OPINION
OPINION

Future of Reading: Will eBooks Help or Hurt Critical Thinking?

Last month in March 2026, I travelled on a crowded Metro in Bengaluru, and noticed how a young professional continued to scroll through an e-book on her phone during the short journey. An old man sat a few seats away, flipping through a battered paperback, pausing occasionally to think. Both were reading, but their experiences were not similar. This quiet contrast captures a larger question shaping modern intellectual life. With the transition of reading to screens, are we becoming better or worse deep thinkers?

Digital reading has increased access beyond imagination. E-books are portable, affordable and immediately accessible. Hundreds of titles can be stored on one device and the reader can easily change between genres and subjects. This democratisation of reading is important to a nation such as India where physical access to books may still be uneven. Geography no longer limits students, professionals, and casual readers to global literature.

Nonetheless, convenience is associated with minor trade-offs. Reading on screens tends to be fast and shallow. Alerts, links, and the urge to multi-task distract focus. Even when distractions are consciously avoided, the reading environment itself feels transient. A screen hints at impermanence, unlike a printed page, which encourages the viewer to focus their attention. The mind makes adjustments, and tends to skim instead of immerse.

Cognitive studies are increasingly pointing to medium as a factor of comprehension. Deep reading involves concentration, patience, and retention of complex concepts. It is not only about decoding words, but creating links, contemplating arguments and thinking critically. The physical nature of printed books facilitates this process. The feel of flipping pages and the visual memory of the information location in a text helps to comprehend better.

E-books, on the contrary, can divide attention. The scrolling process does not have the spatial cues that facilitate memory. Readers can skim through information without necessarily digesting it. This does not imply that digital reading is necessarily superficial, but it tends to follow the patterns of the wider digital ecosystem. Messaging, browsing, and entertainment are also done through the same device that is used to read.

Change of Habits

This change of habit is especially noticeable among younger readers. Lots of them are happy to receive information in brief. They are dominated by articles, summaries, and quick reads. Although it enables one to be exposed to a variety of ideas, it may undermine the skill of maintaining focus on long, complex reading. Thinking that requires continuous mental activity becomes more difficult to develop.

Meanwhile, it would be naive to put e-books in the context of pure evil. Online platforms have brought about features that can improve learning. Reading can be interactive and accessible through adjustable fonts, inbuilt dictionaries as well as search features. These tools are invaluable to visually impaired readers or learners of new languages. The problem is not with the technology, but with its application.

The actual issue is the slow change in the reading culture. Reading is no longer a singular and committed process. It is in rivalry with an unending flow of electronic stimulation. Patience to read long form content is becoming a luxury. Reading becomes a part of a multitasking routine, and the transformative potential of this process is reduced.

Psychological Aspect

It also has a psychological aspect. Printed books usually give the impression of commitment. There is an implicit purpose behind starting a physical book to complete it. E-books, being so numerous and easily available, may stimulate partial reading. Numerous titles are initiated, few are finished. This trend represents a larger culture of consumption, as opposed to reflection.

However, the future of reading does not have to be a print/digital choice. Both formats may co-exist with each having different functions. E-books are the perfect ones in terms of accessibility and convenience. Books are printed and still strong tools of profound engagement. It is up to the readers to identify these differences and develop purposeful habits.

Whether e-books are assisting or hampering deep thinking is not the issue. The question is if readers are making changes in their habits consciously. Technology influences behaviour but does not completely define it. The ability to think profoundly remains, but it must be carefully practiced in a distraction-oriented world.

When the metro arrives at its last destination, the two readers shut their books, one being electronic and the other being real. It is not the format they selected, but the extent of attention they could maintain. Ultimately, the future of reading will be not about devices but about the art of the mind that engages with them.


_Try it_:
Verbatim copy without images: repeat the records in full.

_Provided material_:
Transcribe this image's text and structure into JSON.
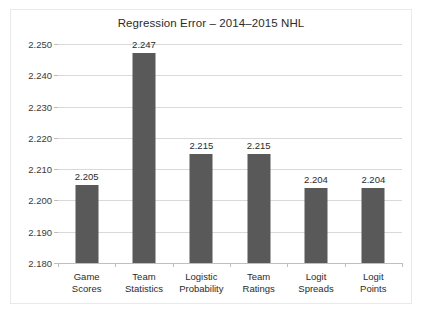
{
  "chart_data": {
    "type": "bar",
    "title": "Regression Error – 2014–2015 NHL",
    "xlabel": "",
    "ylabel": "",
    "categories": [
      "Game Scores",
      "Team Statistics",
      "Logistic Probability",
      "Team Ratings",
      "Logit Spreads",
      "Logit Points"
    ],
    "category_lines": [
      [
        "Game",
        "Scores"
      ],
      [
        "Team",
        "Statistics"
      ],
      [
        "Logistic",
        "Probability"
      ],
      [
        "Team",
        "Ratings"
      ],
      [
        "Logit",
        "Spreads"
      ],
      [
        "Logit",
        "Points"
      ]
    ],
    "values": [
      2.205,
      2.247,
      2.215,
      2.215,
      2.204,
      2.204
    ],
    "value_labels": [
      "2.205",
      "2.247",
      "2.215",
      "2.215",
      "2.204",
      "2.204"
    ],
    "ylim": [
      2.18,
      2.25
    ],
    "ytick_values": [
      2.25,
      2.24,
      2.23,
      2.22,
      2.21,
      2.2,
      2.19,
      2.18
    ],
    "ytick_labels": [
      "2.250",
      "2.240",
      "2.230",
      "2.220",
      "2.210",
      "2.200",
      "2.190",
      "2.180"
    ],
    "grid": true,
    "legend": null,
    "bar_color": "#595959",
    "grid_color": "#d9d9d9",
    "axis_color": "#bfbfbf",
    "text_color": "#2b2b2b",
    "plot_background": "#ffffff",
    "frame_border_color": "#e9e9e9"
  }
}
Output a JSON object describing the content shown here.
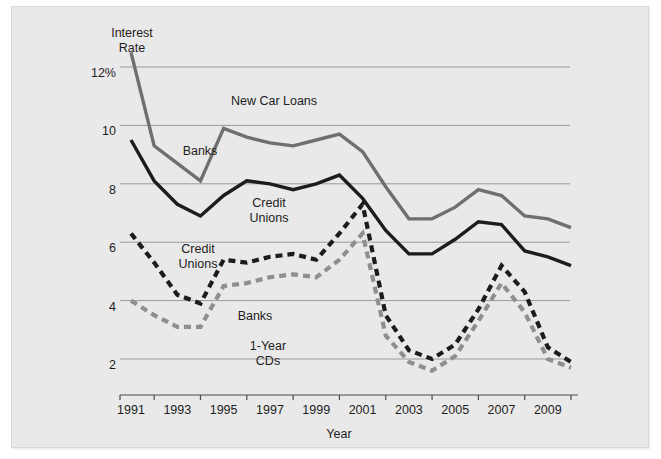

_Worked solution_:
Transcribe this image's text and structure into JSON.
{
  "chart_data": {
    "type": "bar",
    "title": "Regression Error – 2014–2015 NHL",
    "xlabel": "",
    "ylabel": "",
    "categories": [
      "Game Scores",
      "Team Statistics",
      "Logistic Probability",
      "Team Ratings",
      "Logit Spreads",
      "Logit Points"
    ],
    "category_lines": [
      [
        "Game",
        "Scores"
      ],
      [
        "Team",
        "Statistics"
      ],
      [
        "Logistic",
        "Probability"
      ],
      [
        "Team",
        "Ratings"
      ],
      [
        "Logit",
        "Spreads"
      ],
      [
        "Logit",
        "Points"
      ]
    ],
    "values": [
      2.205,
      2.247,
      2.215,
      2.215,
      2.204,
      2.204
    ],
    "value_labels": [
      "2.205",
      "2.247",
      "2.215",
      "2.215",
      "2.204",
      "2.204"
    ],
    "ylim": [
      2.18,
      2.25
    ],
    "ytick_values": [
      2.25,
      2.24,
      2.23,
      2.22,
      2.21,
      2.2,
      2.19,
      2.18
    ],
    "ytick_labels": [
      "2.250",
      "2.240",
      "2.230",
      "2.220",
      "2.210",
      "2.200",
      "2.190",
      "2.180"
    ],
    "grid": true,
    "legend": null,
    "bar_color": "#595959",
    "grid_color": "#d9d9d9",
    "axis_color": "#bfbfbf",
    "text_color": "#2b2b2b",
    "plot_background": "#ffffff",
    "frame_border_color": "#e9e9e9"
  }
}
Output a JSON object describing the content shown here.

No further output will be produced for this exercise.